Set in Depression-era Franklin County, Virginia, a bootlegging gang is threatened by a new deputy and other authorities who want a cut of their profits.
If you treat Lawless as an eccentric – and beautifully shot – piece of moonshine, chances are you won’t be disappointed. This is a high-proof product, and some of its performances are intoxicating. But the plotting is also rougher than a jar of sourmash.
A bit of a stinker.
Promises much but delivers less than one hopes.
There’s fun to be had here, largely from the supporting cast.
Lawless is extremely well made, stylish and evocative of the era and it’s far from chew-your-knuckles dull. However, it’s artistic pretensions fail to jazz up what is a very familiar and straightforward story.
The film is very strong on place – wonderful shots of the hills aglow with the lights of illegal stills – but feeble on plot and plausibility.
A brutal western killfest.
What a disappointment.
John Hillcoat’s film packs a hefty punch.
The violence is gruesome, and perpetual, but the whole thing leaves nothing behind but a moonshine hangover.

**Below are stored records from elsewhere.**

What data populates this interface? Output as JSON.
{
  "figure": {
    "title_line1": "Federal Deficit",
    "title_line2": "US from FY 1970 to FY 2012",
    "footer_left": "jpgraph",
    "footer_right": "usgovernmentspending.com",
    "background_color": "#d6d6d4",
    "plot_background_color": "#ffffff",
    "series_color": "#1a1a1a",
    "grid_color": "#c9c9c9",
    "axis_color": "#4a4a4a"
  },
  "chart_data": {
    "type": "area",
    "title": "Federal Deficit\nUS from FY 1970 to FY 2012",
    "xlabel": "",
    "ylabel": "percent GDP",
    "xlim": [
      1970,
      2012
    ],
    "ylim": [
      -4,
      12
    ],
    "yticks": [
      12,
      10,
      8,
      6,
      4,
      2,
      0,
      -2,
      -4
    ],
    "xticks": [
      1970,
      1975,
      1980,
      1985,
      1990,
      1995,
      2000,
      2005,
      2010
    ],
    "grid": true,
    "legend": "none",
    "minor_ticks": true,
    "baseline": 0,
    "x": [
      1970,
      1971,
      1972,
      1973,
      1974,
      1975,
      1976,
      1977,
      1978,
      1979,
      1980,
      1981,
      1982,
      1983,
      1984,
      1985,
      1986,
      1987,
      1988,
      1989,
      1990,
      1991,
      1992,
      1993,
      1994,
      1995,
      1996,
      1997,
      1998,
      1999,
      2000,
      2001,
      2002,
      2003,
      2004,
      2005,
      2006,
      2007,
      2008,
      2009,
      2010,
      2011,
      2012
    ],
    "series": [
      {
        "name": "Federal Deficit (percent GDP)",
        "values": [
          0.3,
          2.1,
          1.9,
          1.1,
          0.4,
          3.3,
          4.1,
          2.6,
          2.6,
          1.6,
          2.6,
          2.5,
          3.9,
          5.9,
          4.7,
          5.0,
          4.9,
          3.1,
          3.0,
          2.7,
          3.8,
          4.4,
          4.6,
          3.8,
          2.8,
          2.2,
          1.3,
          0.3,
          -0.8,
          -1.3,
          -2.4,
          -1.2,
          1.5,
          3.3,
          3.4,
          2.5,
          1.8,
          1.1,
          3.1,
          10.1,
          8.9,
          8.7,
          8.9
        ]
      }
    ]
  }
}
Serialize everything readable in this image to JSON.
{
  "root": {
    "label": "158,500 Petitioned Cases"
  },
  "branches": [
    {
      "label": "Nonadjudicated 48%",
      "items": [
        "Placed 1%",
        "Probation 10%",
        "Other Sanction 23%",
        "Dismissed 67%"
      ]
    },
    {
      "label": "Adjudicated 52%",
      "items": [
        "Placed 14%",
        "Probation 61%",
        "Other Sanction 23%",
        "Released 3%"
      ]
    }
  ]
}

An uneven mix of impressively executed, violent clichés about good ol’ boys defending the American right to flout the law.
Lawless is predictable when it ought to be startling.
More than a little indebted to Bonnie and Clyde, it's a slow, painterly movie with sudden, sustained outbursts of violence.
Stylish and savage, but nothing you haven’t seen before. Lawless is something of a blunt instrument but seductive nonetheless.
My 'Lawless' family
Tom Hardy, Shia LaBeouf and Jason Clarke: the actors playing the Bondurant brothers in Lawless
Jessica Chastain: 'In Lawless, my character Maggie is always moving foward'.
'We discovered Grandpa Jack had a dark history'
Nick Cave: 'Lawless is not so much a true story as a true myth'.
How Prohibition backfired and gave America an era of gangsters and speakeasies.
General release. Check local listings for show times.